We’ve long been enamored of quilter Denise Schmidt, who has turned the age-old craft of quilting into modernist art. Her minimalist work is rich with color, geometry, presence, and tends to be hung on wall as art works rather than put on beds.

kimono-quilt

Schmidt teaches workshops periodically. We love this picture of her method: pinning fabric rectangles to a pinboard to figure out a pattern.

quilter-working

amyalamode.com
amyalamode.com

…her plottings of patterns on walls yielded this…

2-quilts
Denyse Schmidt

…and this…

quiltmt-lebanonralph-pucci
Denyse Schmidt/Ralph Pucci Gallery

It is something that anyone can do, not just in figuring out the pieces of a quilt, but in forging a graphic design of any kind, whether it be a pattern for a painted floor or wall, or a pieced tablecloth. When a friend was trying to figure out which tiles to use for a kitchen wall, we recommended she make true-to-size color copies of the different tiles so she could tape different arrangements on the actual wall and visualize what they would look like in “real life”.

Check out more photos of Denyse Schmidt’s pattern-plotting method at Amy a la Mode.

With thanks to Pamela Hovland who first alerted us to Denyse Schmidt’s work.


- [WHAT TO WORK ON]: Transcribe the full listing below, word for word, without pictures.

►

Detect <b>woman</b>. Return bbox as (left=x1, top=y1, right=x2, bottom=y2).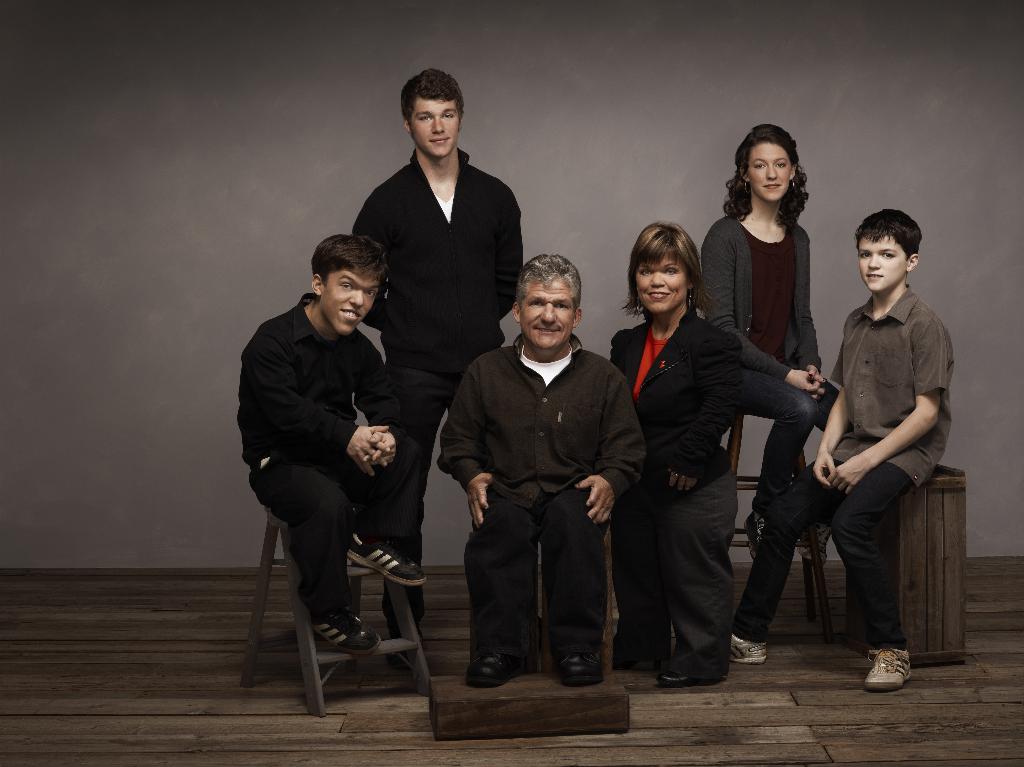
(left=617, top=220, right=758, bottom=695).
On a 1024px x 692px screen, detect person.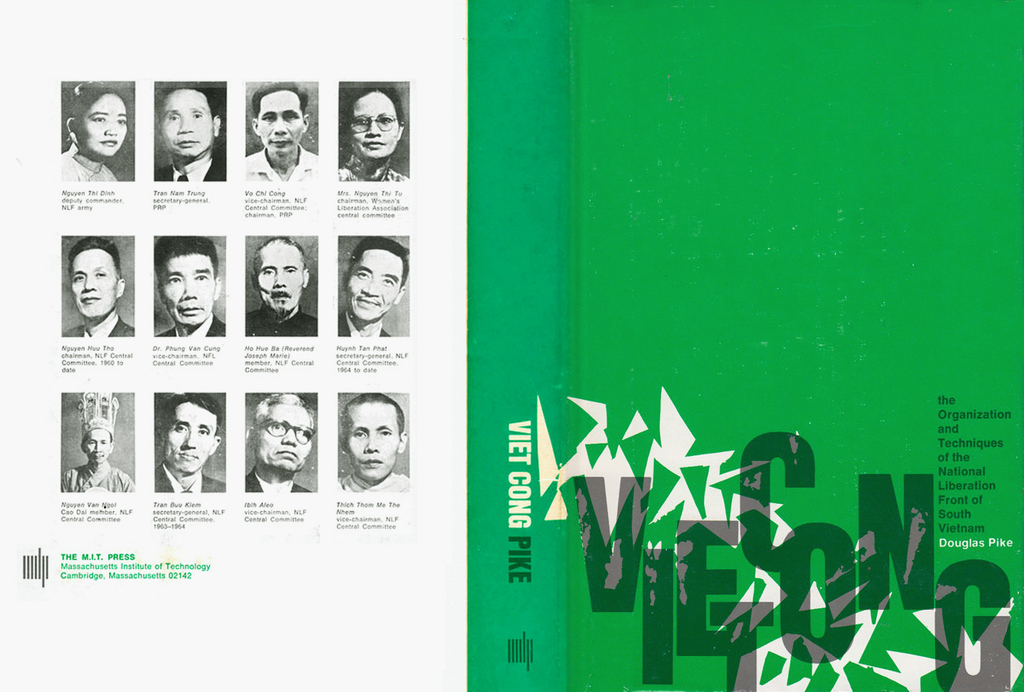
bbox(337, 84, 409, 179).
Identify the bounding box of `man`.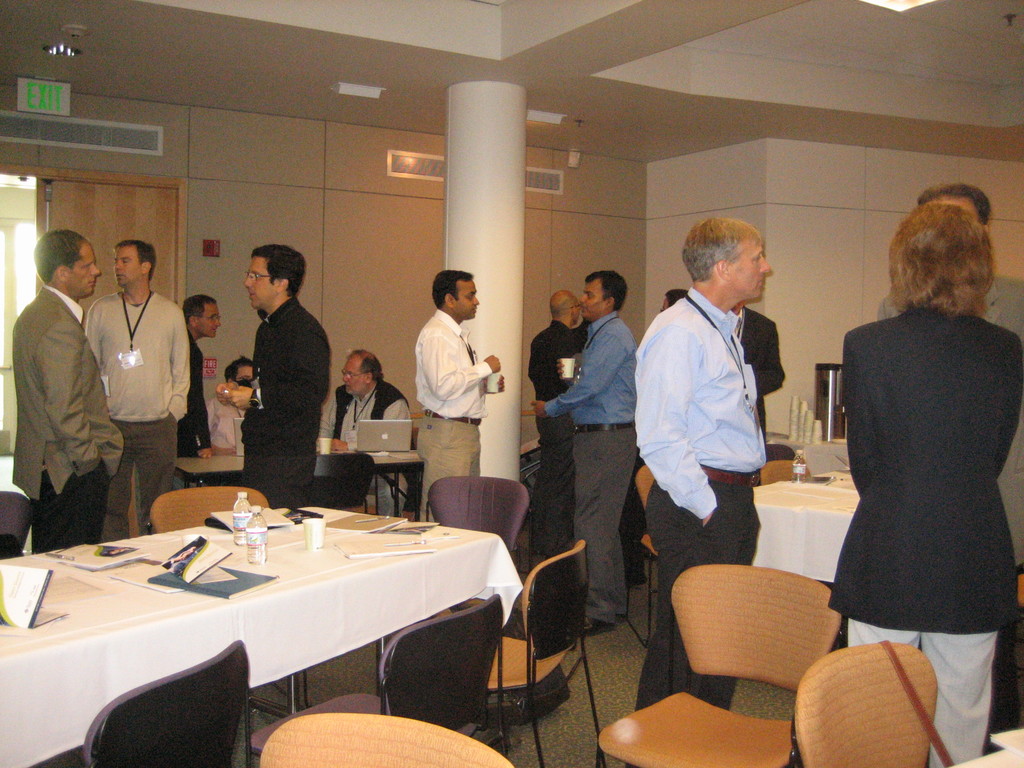
[85,241,190,547].
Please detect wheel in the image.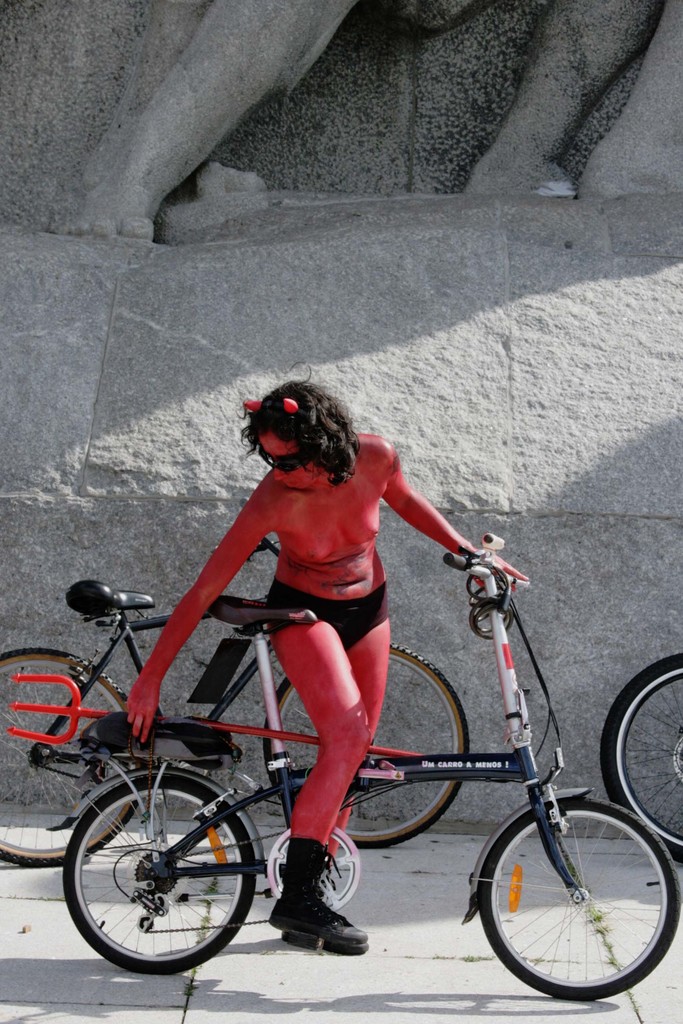
bbox=[262, 642, 468, 847].
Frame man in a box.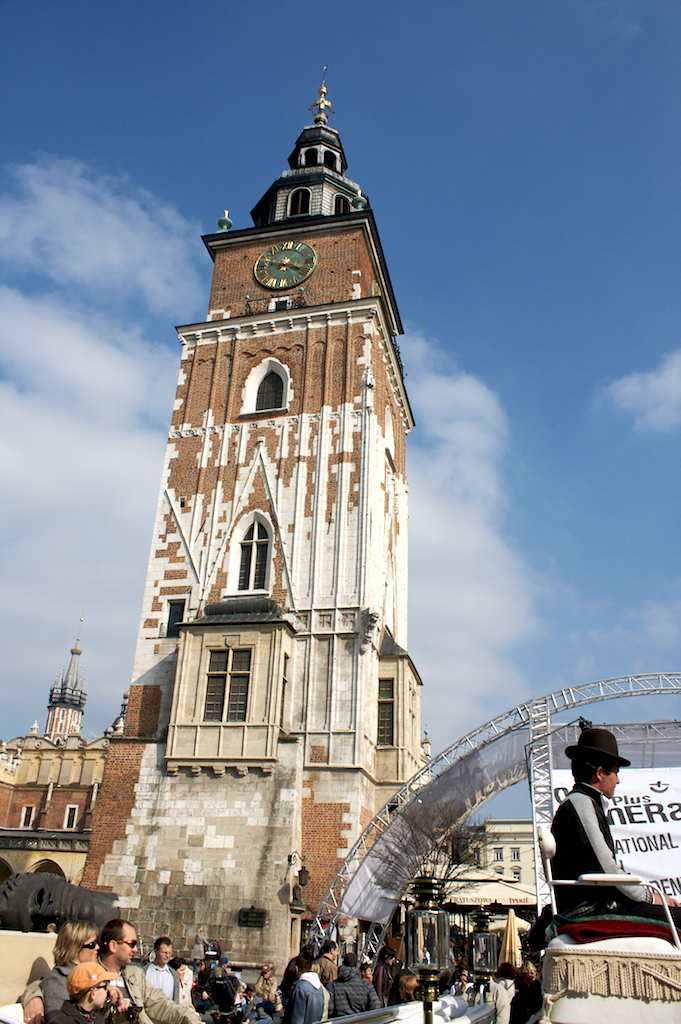
bbox(548, 725, 680, 933).
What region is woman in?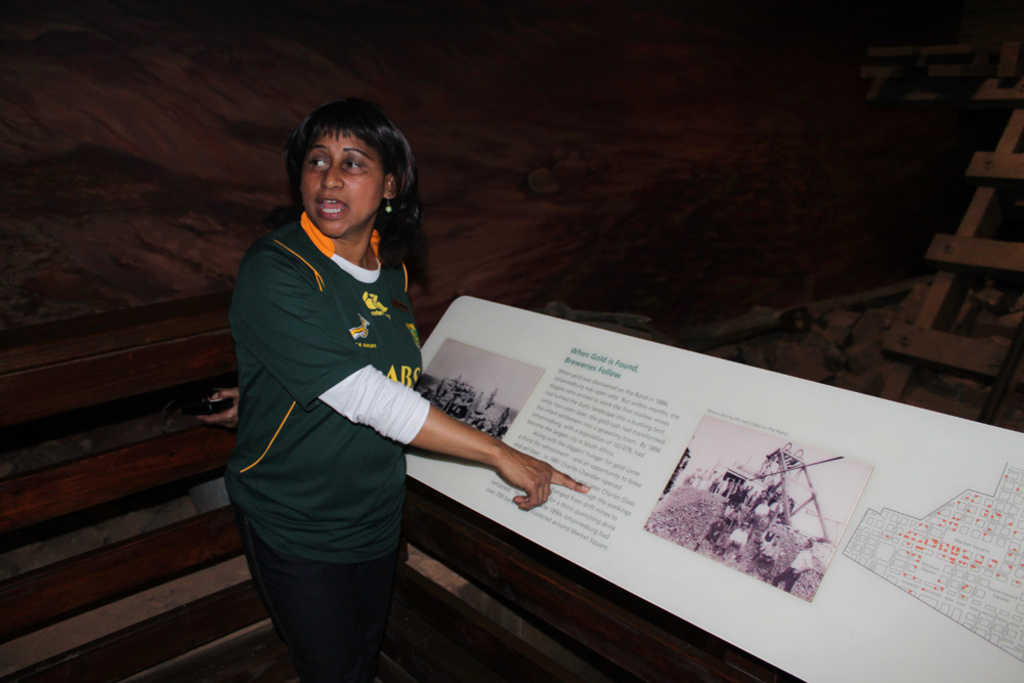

◄

- [ANSWER BELOW]:
Detect <b>woman</b>. Return bbox as (left=x1, top=y1, right=x2, bottom=y2).
(left=617, top=220, right=758, bottom=695).
On a 1024px x 692px screen, detect person.
bbox(337, 84, 409, 179).
Identify the bounding box of `man`.
[85,241,190,547].
Please detect wheel in the image.
bbox=[262, 642, 468, 847].
Frame man in a box.
bbox(548, 725, 680, 933).
What region is woman in?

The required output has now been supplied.